We use experimental markets to examine whether providing consulting services to a non-audit client impacts audit quality. Our paper directly addresses concerns raised by the Public Company Accounting Oversight Board that the largest public accounting firms' growth in their consulting practices threatens audit quality. We conduct an experiment proposed using a registration-based editorial process. We compare a baseline where the auditor does not provide consulting services to conditions where auditors provide consulting to audit clients or where auditors only provide consulting services to non-audit clients. Our unique design provides evidence on whether providing consulting to non-audit clients strengthens the salience of a client-cooperative social norm that reduces audit quality. We do not find differences in audit quality by condition in our planned analysis, however we find greater variation in audit quality in the conditions where auditors provide consulting services compared to the baseline. In unplanned analyses, our results suggest providing consulting services increases auditor cooperation with managers, increasing audit quality when managers prefer high audit quality and decreasing audit quality when managers prefer low audit quality.
JEL codes: G41; M42
We study the consequences of a 2010 change in the investment adviser qualification exam that reallocated coverage from the rules and ethics section to the technical material section. Comparing advisers with the same employer in the same location and year, we find those passing the exam with more rules and ethics coverage are one-fourth less likely to commit misconduct. The exam change appears to affect advisers' perception of acceptable conduct and not just their awareness of specific rules or selection into the qualification. Those passing the rules and ethics-focused exam are more likely to depart employers experiencing scandals. Such departures also predict future scandals. Our paper offers the first archival evidence on how rules and ethics training affects conduct and labor market activity in the financial sector. * We are grateful to Kameron Hillstrom at the North American Securities Administrators Association for providing historical information about securities exams. We appreciate comments from Ben Charoenwong, John Core, William Gerken, Robert Gibbons, Nemit Shroff, Eugene Soltes, Ahmed Tahoun, Ann Tenbrunsel, and seminar participants at the MIT Organizational Economics lunch, the MIT Accounting brown bag, and the Securities and Exchange Commission. Kowaleski acknowledges support from the Mendoza College of Business at the University of Notre Dame. Sutherland acknowledges support from MIT Sloan. Vetter acknowledges support from the Economic and Social Research Council and London School of Economics.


● What is expected:
From the line containing "Localize each UI" down to the last line of the records below, restate each line word for word and leave out the rest.

-.-.-

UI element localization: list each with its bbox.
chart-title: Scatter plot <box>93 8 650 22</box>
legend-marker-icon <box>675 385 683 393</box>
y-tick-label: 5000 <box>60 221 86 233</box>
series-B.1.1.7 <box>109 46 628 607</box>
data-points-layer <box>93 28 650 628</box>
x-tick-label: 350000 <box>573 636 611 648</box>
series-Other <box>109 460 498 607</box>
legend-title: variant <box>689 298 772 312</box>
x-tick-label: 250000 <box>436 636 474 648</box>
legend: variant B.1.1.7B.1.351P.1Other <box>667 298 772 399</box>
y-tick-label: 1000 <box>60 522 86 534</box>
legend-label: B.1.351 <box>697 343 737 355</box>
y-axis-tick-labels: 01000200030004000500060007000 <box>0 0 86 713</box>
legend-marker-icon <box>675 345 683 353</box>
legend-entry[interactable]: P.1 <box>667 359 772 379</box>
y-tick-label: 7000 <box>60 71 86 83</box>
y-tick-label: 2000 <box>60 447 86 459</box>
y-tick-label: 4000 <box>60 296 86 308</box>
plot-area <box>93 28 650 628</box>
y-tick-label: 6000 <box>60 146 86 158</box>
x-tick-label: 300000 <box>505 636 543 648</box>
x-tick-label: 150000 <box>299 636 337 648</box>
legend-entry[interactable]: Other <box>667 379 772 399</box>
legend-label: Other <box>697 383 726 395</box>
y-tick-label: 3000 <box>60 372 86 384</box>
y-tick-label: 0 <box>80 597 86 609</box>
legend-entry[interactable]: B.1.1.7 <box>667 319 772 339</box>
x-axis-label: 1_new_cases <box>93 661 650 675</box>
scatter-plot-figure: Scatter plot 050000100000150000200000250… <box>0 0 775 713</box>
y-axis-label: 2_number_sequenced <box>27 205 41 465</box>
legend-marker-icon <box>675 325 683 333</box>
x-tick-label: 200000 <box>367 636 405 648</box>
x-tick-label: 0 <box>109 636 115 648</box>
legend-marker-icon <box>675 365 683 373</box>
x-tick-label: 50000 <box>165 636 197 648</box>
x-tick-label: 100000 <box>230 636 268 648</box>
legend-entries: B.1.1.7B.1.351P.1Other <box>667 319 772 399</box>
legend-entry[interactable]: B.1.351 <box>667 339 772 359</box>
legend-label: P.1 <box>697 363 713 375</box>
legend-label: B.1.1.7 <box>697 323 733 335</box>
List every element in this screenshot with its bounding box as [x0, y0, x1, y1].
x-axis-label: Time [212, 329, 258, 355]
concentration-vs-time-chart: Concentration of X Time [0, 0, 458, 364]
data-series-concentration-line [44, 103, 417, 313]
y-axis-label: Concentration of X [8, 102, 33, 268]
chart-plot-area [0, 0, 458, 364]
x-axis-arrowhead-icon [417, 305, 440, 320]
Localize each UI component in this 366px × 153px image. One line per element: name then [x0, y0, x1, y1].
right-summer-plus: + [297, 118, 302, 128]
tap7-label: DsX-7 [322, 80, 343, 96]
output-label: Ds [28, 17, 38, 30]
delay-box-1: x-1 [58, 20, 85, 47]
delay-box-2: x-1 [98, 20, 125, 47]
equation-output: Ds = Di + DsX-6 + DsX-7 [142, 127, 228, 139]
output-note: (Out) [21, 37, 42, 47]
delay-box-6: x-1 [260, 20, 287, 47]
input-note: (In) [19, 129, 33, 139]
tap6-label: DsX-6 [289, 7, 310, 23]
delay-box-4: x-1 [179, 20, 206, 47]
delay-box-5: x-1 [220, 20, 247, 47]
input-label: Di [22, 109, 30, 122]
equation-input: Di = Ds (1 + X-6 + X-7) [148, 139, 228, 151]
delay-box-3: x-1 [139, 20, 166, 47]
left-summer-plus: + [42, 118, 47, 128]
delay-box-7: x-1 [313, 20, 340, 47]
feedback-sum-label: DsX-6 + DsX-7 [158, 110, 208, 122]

-.-.-

● Response:
Localize each UI component in this 366px × 153px image. One line per element: name then [x0, y0, x1, y1].
right-summer-plus: + [297, 118, 302, 128]
tap7-label: DsX-7 [322, 80, 343, 96]
output-label: Ds [28, 17, 38, 30]
delay-box-1: x-1 [58, 20, 85, 47]
delay-box-2: x-1 [98, 20, 125, 47]
equation-output: Ds = Di + DsX-6 + DsX-7 [142, 127, 228, 139]
output-note: (Out) [21, 37, 42, 47]
delay-box-6: x-1 [260, 20, 287, 47]
input-note: (In) [19, 129, 33, 139]
tap6-label: DsX-6 [289, 7, 310, 23]
delay-box-4: x-1 [179, 20, 206, 47]
delay-box-5: x-1 [220, 20, 247, 47]
input-label: Di [22, 109, 30, 122]
equation-input: Di = Ds (1 + X-6 + X-7) [148, 139, 228, 151]
delay-box-3: x-1 [139, 20, 166, 47]
left-summer-plus: + [42, 118, 47, 128]
delay-box-7: x-1 [313, 20, 340, 47]
feedback-sum-label: DsX-6 + DsX-7 [158, 110, 208, 122]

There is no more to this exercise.